10 September 2020

Keyword=“No Referrer” Comes to Google Ads

Keyword data expected to be redacted from marketers reports

Google Ads header banner

What happened?

At the beginning of September 2020, Google Ads users began to see the below in-platform alert explaining there would be a decrease in reportable keyword search terms.

Google Ads UI alert

The Google Ads UI alert

“We are updating the search terms report to only include terms that were searched by a significant number of users. As a result you may see fewer search terms in your report going forward”.

Google has referenced this impact on the Search Terms Report support page stating “Starting September 2020, the search terms report only includes terms that a significant number of users searched for, even if a term received a click. You may now see fewer terms in your report.”

At this point in time, it is not possible to tell when this change will be rolled out exactly in September, and/or if it has already started rolling out to the accounts. A day-to-day or month-on-month search term report coverage analysis will help marketers determine whether or not the changes have been rolled out to their accounts.

What does this mean for advertisers?

There are numerous consequences for Google Ads users that will alter the way search advertising is managed and reported on moving forward.

  1. Visibility - Google was already filtering available search terms in the platform. This update decreases furthermore the visibility over consumer intent and the corresponding queries which trigger Google Ads.
  2. Control - diminished control over longtail and niche searches, which, cumulatively, can total a ‘significant’ percentage of a budget. Advertisers must now accept that a reasonable percentage of the traffic and media budget will no longer be optimisable in Google Ads.
  3. Campaign management - the implication of such a change is yet to be fully understood, however, it is safe to say that keyword targeting is moving from inclusion to an exclusion approach, with more emphasis on marketers to predict what queries may trigger their ads.

Small advertisers appear most at risk

Louder is still determining what the ‘significant’ threshold may be. As an initial impact assessment, we have hypothesised that the budget spent on search terms with less than two impressions/clicks for advertisers will, at the very least, be impacted by this change. While we agree that two impressions or two clicks do not constitute a ‘significant’ volume, we can see the potential impact of this change, but it is too early to make any conclusive assumptions.

Based on our hypothesis, this is the predicted impact on various Google Ads accounts depending on their monthly spend for terms that have less than two impressions and terms that have less than two clicks.

BUDGET EXPENDITURE LAST 30 DAYS EXPOSURE ON TERMS < 2 IMPRESSIONS EXPOSURE ON TERMS < 2 CLICKS
< $600 54% 58%
< $50,000 51% 54%
< $90,000 27% 31%
< $250,000 12% 15%

Louder’s estimated potential impact assessment on Google Ads per spend tier

How will this impact Paid Search professionals?

  • The ability to optimise budgets at a keyword level will be significantly limited by the changes
  • There is an expectation for advertisers and search marketing professionals to ‘trust the algorithm’ in a similar manner to other Google Ads products, such as Smart Shopping Campaigns
  • Google Ads users will have the choice to raise budgets to increase visibility into the search term reports and to action any further budget or keyword changes
  • Increase in the need for benchmarking and testing to ensure set up is correct

What should you do now?

In general, when platforms remove available data, you ultimately have to accept the data is gone, or attempt to recover it from other sources.

Therefore, areas to investigate include:

  1. Conduct a benchmarking exercise to determine how this update has impacted your reporting, and to calculate your campaigns or business exposure. An easy analysis to run is to look at the budget currently being spent on search terms with 2 impressions or clicks that have yet to be added/excluded divided by the total budget spent during the period. The higher the number, the greater the risk for a business.
  2. Determine whether any Google Ads automation functionality can be leveraged to cover this new data blind spot. Investigate whether the Google Ads automated bidding actually helps improve the performance of that non-accessible data, or will it fall under the same non-optimisable category as search partners?
  3. Contact your Bid Management vendor (i.e. Google SA360, Kenshoo, Marin, Adobe AdCloud, etc) to understand how these platforms are reacting to this information loss.
  4. Coordinate education and training to communicate the changes to your organisation, and to preempt any requests for clarification of the reduced number of terms in the reports and potential future performance fluctuations.
  5. Create custom reports in Google Ads to track the changes over time, to identify any increasing trend and correspondingly increased exposure. A way to do so would be to report monthly on the search term volumes and compare it to the overall account actuals.

PS: Whilst this situation is new to the world of Paid Search, it may be familiar for those remembering the redaction of Google organic search terms via “Secure Search” (i.e. Not Provided) around 2012 in Australia. Today this applies to ~85% of all organic search terms.

For any advice on navigating this new challenge, please contact your Louder account lead or get in touch with us.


Required work
A word-for-word retyping of the listing below is required, with the pictures dropped.

Input
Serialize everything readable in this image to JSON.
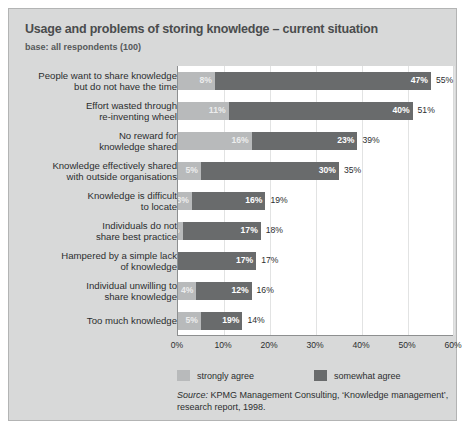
{
  "chart_data": {
    "type": "bar",
    "orientation": "horizontal",
    "stacked": true,
    "title": "Usage and problems of storing knowledge – current situation",
    "subtitle": "base: all respondents (100)",
    "xlabel": "",
    "ylabel": "",
    "xlim": [
      0,
      60
    ],
    "xticks": [
      0,
      10,
      20,
      30,
      40,
      50,
      60
    ],
    "xtick_labels": [
      "0%",
      "10%",
      "20%",
      "30%",
      "40%",
      "50%",
      "60%"
    ],
    "grid": true,
    "legend_position": "bottom",
    "categories": [
      "People want to share knowledge\nbut do not have the time",
      "Effort wasted through\nre-inventing wheel",
      "No reward for\nknowledge shared",
      "Knowledge effectively shared\nwith outside organisations",
      "Knowledge is difficult\nto locate",
      "Individuals do not\nshare best practice",
      "Hampered by a simple lack\nof knowledge",
      "Individual unwilling to\nshare knowledge",
      "Too much knowledge"
    ],
    "series": [
      {
        "name": "strongly agree",
        "color": "#b8babb",
        "values": [
          8,
          11,
          16,
          5,
          3,
          1,
          0,
          4,
          5
        ],
        "labels": [
          "8%",
          "11%",
          "16%",
          "5%",
          "3%",
          "1%",
          "",
          "4%",
          "5%"
        ]
      },
      {
        "name": "somewhat agree",
        "color": "#696b6c",
        "values": [
          47,
          40,
          23,
          30,
          16,
          17,
          17,
          12,
          9
        ],
        "labels": [
          "47%",
          "40%",
          "23%",
          "30%",
          "16%",
          "17%",
          "17%",
          "12%",
          "19%"
        ]
      }
    ],
    "totals": [
      55,
      51,
      39,
      35,
      19,
      18,
      17,
      16,
      14
    ],
    "total_labels": [
      "55%",
      "51%",
      "39%",
      "35%",
      "19%",
      "18%",
      "17%",
      "16%",
      "14%"
    ],
    "source": {
      "prefix": "Source:",
      "text": " KPMG Management Consulting, ‘Knowledge management’, research report, 1998."
    }
  },
  "legend": {
    "items": [
      {
        "label": "strongly agree",
        "color": "#b8babb"
      },
      {
        "label": "somewhat agree",
        "color": "#696b6c"
      }
    ]
  },
  "rows": [
    {
      "label_line1": "People want to share knowledge",
      "label_line2": "but do not have the time"
    },
    {
      "label_line1": "Effort wasted through",
      "label_line2": "re-inventing wheel"
    },
    {
      "label_line1": "No reward for",
      "label_line2": "knowledge shared"
    },
    {
      "label_line1": "Knowledge effectively shared",
      "label_line2": "with outside organisations"
    },
    {
      "label_line1": "Knowledge is difficult",
      "label_line2": "to locate"
    },
    {
      "label_line1": "Individuals do not",
      "label_line2": "share best practice"
    },
    {
      "label_line1": "Hampered by a simple lack",
      "label_line2": "of knowledge"
    },
    {
      "label_line1": "Individual unwilling to",
      "label_line2": "share knowledge"
    },
    {
      "label_line1": "Too much knowledge",
      "label_line2": ""
    }
  ]
}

Answer box
Serialize everything readable in this image to JSON.
{
  "chart_data": {
    "type": "bar",
    "orientation": "horizontal",
    "stacked": true,
    "title": "Usage and problems of storing knowledge – current situation",
    "subtitle": "base: all respondents (100)",
    "xlabel": "",
    "ylabel": "",
    "xlim": [
      0,
      60
    ],
    "xticks": [
      0,
      10,
      20,
      30,
      40,
      50,
      60
    ],
    "xtick_labels": [
      "0%",
      "10%",
      "20%",
      "30%",
      "40%",
      "50%",
      "60%"
    ],
    "grid": true,
    "legend_position": "bottom",
    "categories": [
      "People want to share knowledge\nbut do not have the time",
      "Effort wasted through\nre-inventing wheel",
      "No reward for\nknowledge shared",
      "Knowledge effectively shared\nwith outside organisations",
      "Knowledge is difficult\nto locate",
      "Individuals do not\nshare best practice",
      "Hampered by a simple lack\nof knowledge",
      "Individual unwilling to\nshare knowledge",
      "Too much knowledge"
    ],
    "series": [
      {
        "name": "strongly agree",
        "color": "#b8babb",
        "values": [
          8,
          11,
          16,
          5,
          3,
          1,
          0,
          4,
          5
        ],
        "labels": [
          "8%",
          "11%",
          "16%",
          "5%",
          "3%",
          "1%",
          "",
          "4%",
          "5%"
        ]
      },
      {
        "name": "somewhat agree",
        "color": "#696b6c",
        "values": [
          47,
          40,
          23,
          30,
          16,
          17,
          17,
          12,
          9
        ],
        "labels": [
          "47%",
          "40%",
          "23%",
          "30%",
          "16%",
          "17%",
          "17%",
          "12%",
          "19%"
        ]
      }
    ],
    "totals": [
      55,
      51,
      39,
      35,
      19,
      18,
      17,
      16,
      14
    ],
    "total_labels": [
      "55%",
      "51%",
      "39%",
      "35%",
      "19%",
      "18%",
      "17%",
      "16%",
      "14%"
    ],
    "source": {
      "prefix": "Source:",
      "text": " KPMG Management Consulting, ‘Knowledge management’, research report, 1998."
    }
  },
  "legend": {
    "items": [
      {
        "label": "strongly agree",
        "color": "#b8babb"
      },
      {
        "label": "somewhat agree",
        "color": "#696b6c"
      }
    ]
  },
  "rows": [
    {
      "label_line1": "People want to share knowledge",
      "label_line2": "but do not have the time"
    },
    {
      "label_line1": "Effort wasted through",
      "label_line2": "re-inventing wheel"
    },
    {
      "label_line1": "No reward for",
      "label_line2": "knowledge shared"
    },
    {
      "label_line1": "Knowledge effectively shared",
      "label_line2": "with outside organisations"
    },
    {
      "label_line1": "Knowledge is difficult",
      "label_line2": "to locate"
    },
    {
      "label_line1": "Individuals do not",
      "label_line2": "share best practice"
    },
    {
      "label_line1": "Hampered by a simple lack",
      "label_line2": "of knowledge"
    },
    {
      "label_line1": "Individual unwilling to",
      "label_line2": "share knowledge"
    },
    {
      "label_line1": "Too much knowledge",
      "label_line2": ""
    }
  ]
}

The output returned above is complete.